Pneumonia is the leading cause of calf mortality after the neonatal period, causing significant welfare harm and economic losses across dairy and beef enterprises. Understanding the multifactorial causes of bovine respiratory disease (BRD) enables targeted prevention strategies.
Pneumonia causes genuine suffering in calves — fever, respiratory difficulty, lethargy, and pain from pulmonary inflammation. Calves with clinical pneumonia show reduced feed intake, weight loss, depressed behaviour, and nasal discharge. Severe cases cause respiratory failure and death. Even calves that recover from clinical disease may have permanent lung damage, impairing their productive potential and potentially causing ongoing chronic welfare compromise. The suffering of calves with undetected or delayed-treatment pneumonia is a preventable welfare failure.
BRD is a polymicrobial disease typically involving: viral triggers (Bovine Respiratory Syncytial Virus, Bovine Herpesvirus 1, Parainfluenza-3, Bovine Coronavirus) that damage airway defences and enable secondary bacterial infection, followed by bacterial pathogens (Mannheimia haemolytica, Pasteurella multocida, Histophilus somni, Mycoplasma bovis). Mycoplasma bovis is particularly problematic due to antibiotic resistance and its ability to cause severe, chronic lung damage and joint disease. Understanding the pathogen profile in a specific enterprise guides vaccination and treatment choice.
Key risk factors for calf pneumonia: poor colostrum management (failure of passive transfer leaves calves immunocompromised), mixing calves of different ages and sources (introducing new pathogens), inadequate ventilation in calf housing (high humidity, poor air exchange, high bacterial and viral loads), high stocking density, nutritional stress (restricted milk feeding), cold stress (particularly in young calves), and weaning stress. The 'triangle' of host susceptibility (poor immunity), pathogen challenge (high pathogen load), and environmental stress (cold, poor ventilation) explains most BRD risk.
Early detection is critical for welfare — calves treated within 24 hours of first signs have significantly better outcomes than those treated after 48+ hours. Clinical Respiratory Scoring systems (e.g., Wisconsin Respiratory Scoring Chart — assessing rectal temperature, nasal discharge, eye discharge, ear position, cough on stimulation) provide standardised criteria for treatment decisions. Training stockpeople in recognising subtle early signs (reduced activity, slightly depressed ears, slightly elevated respiratory rate) before obvious illness occurs is a welfare investment.
Treatment includes: appropriate antimicrobials (selected based on pathogen, antibiotic sensitivity, and residue considerations), NSAIDs for pain relief and anti-inflammatory effect (significantly improving welfare outcomes and recovery rates — NSAID treatment should be part of every pneumonia treatment protocol), and supportive care. Re-treatment protocols for non-responders and anti-inflammatory use in severe cases improve outcomes. Treatment records enable assessment of drug efficacy and inform future antibiotic stewardship decisions.
Prevention strategy: maximise passive immunity (target ≤20% FPT rate), vaccination against viral components (intranasal vaccines can be given before maternal antibody decline — at 2-3 weeks), optimise ventilation (minimum 4 air changes per hour while maintaining thermal comfort), limit mixing of calves from different sources, implement all-in/all-out management in calf accommodation, and provide adequate nutrition to support immune function. Systematic risk assessment with the attending veterinarian enables targeted prevention investment.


• [DIRECTIONS] Note each line in the data below that holds "Actual", and copy it.

• [TASK INPUTS]

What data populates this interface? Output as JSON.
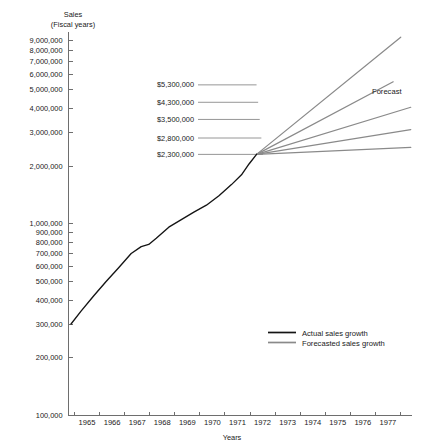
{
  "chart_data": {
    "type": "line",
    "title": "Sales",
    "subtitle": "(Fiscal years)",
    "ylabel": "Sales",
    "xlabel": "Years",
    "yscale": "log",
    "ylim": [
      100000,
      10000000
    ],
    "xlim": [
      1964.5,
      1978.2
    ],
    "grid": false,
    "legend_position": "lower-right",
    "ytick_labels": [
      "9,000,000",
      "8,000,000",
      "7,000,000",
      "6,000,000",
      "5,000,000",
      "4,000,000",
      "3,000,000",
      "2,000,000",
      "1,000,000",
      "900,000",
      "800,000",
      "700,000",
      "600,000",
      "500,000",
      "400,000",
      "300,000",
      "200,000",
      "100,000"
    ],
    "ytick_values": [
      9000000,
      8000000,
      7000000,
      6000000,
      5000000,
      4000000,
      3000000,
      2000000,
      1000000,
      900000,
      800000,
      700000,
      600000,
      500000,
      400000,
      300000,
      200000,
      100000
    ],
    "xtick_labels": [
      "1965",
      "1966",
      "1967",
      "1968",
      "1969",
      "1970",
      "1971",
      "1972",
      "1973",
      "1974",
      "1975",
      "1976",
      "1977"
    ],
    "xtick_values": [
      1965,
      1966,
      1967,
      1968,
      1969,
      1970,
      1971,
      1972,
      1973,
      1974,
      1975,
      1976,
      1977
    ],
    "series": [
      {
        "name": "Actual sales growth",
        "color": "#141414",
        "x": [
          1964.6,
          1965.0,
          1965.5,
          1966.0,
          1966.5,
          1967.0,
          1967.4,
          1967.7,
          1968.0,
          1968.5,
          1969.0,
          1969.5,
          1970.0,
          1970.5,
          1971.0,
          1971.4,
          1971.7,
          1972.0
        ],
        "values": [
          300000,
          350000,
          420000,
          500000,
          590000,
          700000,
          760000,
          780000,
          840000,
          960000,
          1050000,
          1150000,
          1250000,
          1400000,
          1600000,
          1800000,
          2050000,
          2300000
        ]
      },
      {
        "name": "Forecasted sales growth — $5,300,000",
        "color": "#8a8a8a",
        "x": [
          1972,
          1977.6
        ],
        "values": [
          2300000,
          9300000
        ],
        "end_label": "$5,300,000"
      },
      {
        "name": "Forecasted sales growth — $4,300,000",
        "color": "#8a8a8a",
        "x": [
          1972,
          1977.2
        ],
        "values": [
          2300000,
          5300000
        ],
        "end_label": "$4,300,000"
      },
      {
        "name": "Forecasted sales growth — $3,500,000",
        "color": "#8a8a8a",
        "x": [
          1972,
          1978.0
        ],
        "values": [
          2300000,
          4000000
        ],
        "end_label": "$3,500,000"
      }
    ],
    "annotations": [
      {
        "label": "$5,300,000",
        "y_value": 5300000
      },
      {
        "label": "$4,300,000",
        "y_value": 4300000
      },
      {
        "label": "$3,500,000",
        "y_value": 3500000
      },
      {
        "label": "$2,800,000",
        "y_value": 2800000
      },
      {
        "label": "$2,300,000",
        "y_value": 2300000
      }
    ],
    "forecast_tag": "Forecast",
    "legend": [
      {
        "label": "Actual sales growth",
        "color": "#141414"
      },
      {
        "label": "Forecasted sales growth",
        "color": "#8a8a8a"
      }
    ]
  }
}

--

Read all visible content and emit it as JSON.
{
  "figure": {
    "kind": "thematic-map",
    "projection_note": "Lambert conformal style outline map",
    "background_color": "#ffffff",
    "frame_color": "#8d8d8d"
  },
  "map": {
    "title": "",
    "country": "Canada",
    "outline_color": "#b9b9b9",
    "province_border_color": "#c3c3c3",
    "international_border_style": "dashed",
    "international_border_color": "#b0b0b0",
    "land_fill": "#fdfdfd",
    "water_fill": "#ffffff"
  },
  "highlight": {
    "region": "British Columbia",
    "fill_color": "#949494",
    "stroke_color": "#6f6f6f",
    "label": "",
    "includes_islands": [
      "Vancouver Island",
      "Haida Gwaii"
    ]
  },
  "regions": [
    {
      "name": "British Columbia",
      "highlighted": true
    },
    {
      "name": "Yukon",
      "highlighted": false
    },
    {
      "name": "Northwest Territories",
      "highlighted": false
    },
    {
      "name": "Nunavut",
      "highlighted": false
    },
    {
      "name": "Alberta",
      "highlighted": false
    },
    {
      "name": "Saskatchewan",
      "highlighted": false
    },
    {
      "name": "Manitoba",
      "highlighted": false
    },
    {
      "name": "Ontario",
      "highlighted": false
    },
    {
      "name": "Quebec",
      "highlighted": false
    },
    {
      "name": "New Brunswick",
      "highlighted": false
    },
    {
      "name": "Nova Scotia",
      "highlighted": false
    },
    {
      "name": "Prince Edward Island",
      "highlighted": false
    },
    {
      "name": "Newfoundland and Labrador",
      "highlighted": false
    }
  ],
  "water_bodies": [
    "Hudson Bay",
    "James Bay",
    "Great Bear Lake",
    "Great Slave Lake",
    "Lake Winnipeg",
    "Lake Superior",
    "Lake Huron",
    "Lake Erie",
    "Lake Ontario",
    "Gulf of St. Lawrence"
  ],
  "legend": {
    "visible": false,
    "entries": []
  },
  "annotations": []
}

• [RESULT BELOW]
        "name": "Actual sales growth",
        "label": "Actual sales growth",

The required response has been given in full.